People have changed, and become less responsive and active, more docile - but that is hardly to anybody's credit! I presume it is a mixture of genetic change; mass medication with and dependence on sedative and dumb drugs such as SSRIs, antipsychotics, tranquillizers, anticonvulsants, antihypertensives, and statins; mass mass media addiction; and a kind of frozen learned helplessness.

On the other hand there is very little positive cooperation, helping, or self-organization - civil society has melted away over the past few decades.

The most obvious decline in the core of social life: the stable family with children.

wrt research, I don't think we will make many further major discoveries such as AGI - even if this is possible which I doubt - because science (behind the hype) has all but dried-up - and there are almost zero geniuses to make the discoveries.

And people will believe almost anything, even when it contracts common sense and personal experience. For example, many of our elite believe there is no psychological difference between men and women!

Most world leaders believe, or at least assert, that they can predict and (by their policies) control the planets climate and atmosphere! - despite that there is not a molecule of evidence for this claim and it is clearly untrue.

The age of science all-but ended about fifty years ago and (aside from a tiny minority - most of them little known and disregarded) we are merely witnessing the dying off of the last real major scientists.

5 March 2015 at 15:55

Anonymous Faculty X said...

Hmm, I think you have the hierarchy reversed due to your beliefs in Mormonism: Colin Wilson would have fully developed explorers of consciousness united.

Then they might look at Mormonism as an interesting dimension of the Astral Planes that many regular people choose to go to upon death.

Much as Yogis would.

Mormonism would be far too rigid for Wilson's self-actualizing wielders of Faculty X.

These new people would have the most power (albeit quietly). Status may still go to those who participate in society most conventionally, but this would be akin to nouveau riche contrasted with a genuine Aristocracy.

I don't think Colin Wilson missed much in fact, he had a fascinating philosophy that much like Tolkien hints at a world that is almost just right there! It's liminal, true in its own way, yet elusive, much like the paranormal, which Wilson noted in his work as signposts to a higher level of development.

As noted by him and others, the real breakthroughs are in consciousness, but the there is a Power that will not let humans develop psychically - or spiritually - at this time.

5 March 2015 at 19:32

Blogger Bruce Charlton said...

@FX - I have been reading Colin Wilson for more than 35 years, from long before I was a Christian; so I appreciate and understand fairly well what he was up to. I think CW was quite correct about the problem of human consciousness setting a limit of human life, and that this needs to be transformed; however even if all this happened, it does not tackle the problem of death. CW later came to be a firm believer in life after death. Yet even an elevated consciousness and life after death does not tackle the fundamental problem that we could not live with ourselves as-we-are for eternity, but must become divinised - and if divinised must participate in the divine work.

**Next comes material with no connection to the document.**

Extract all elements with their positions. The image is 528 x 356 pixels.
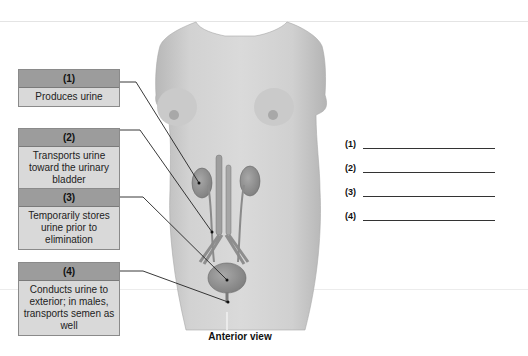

In sum, I don't think CW ever grasped the need for Christ (he does not see the implication of Christ being the Son of God - but treats Christ as if merely a prophet and teacher), the need for the Atonement.

It is this understanding of the human condition - the need and the need-fulfilled - which enables Christianity honestly to offer more than any other religion (no other religion even pretends to offer as much as Christianity - as Pascal clearly saw) - and within Christianity no other understanding offers as much to Man as Mormonism does.

I see this as a progressive revelation and growing understanding of the human condition - the more we know, the more wonderful it is.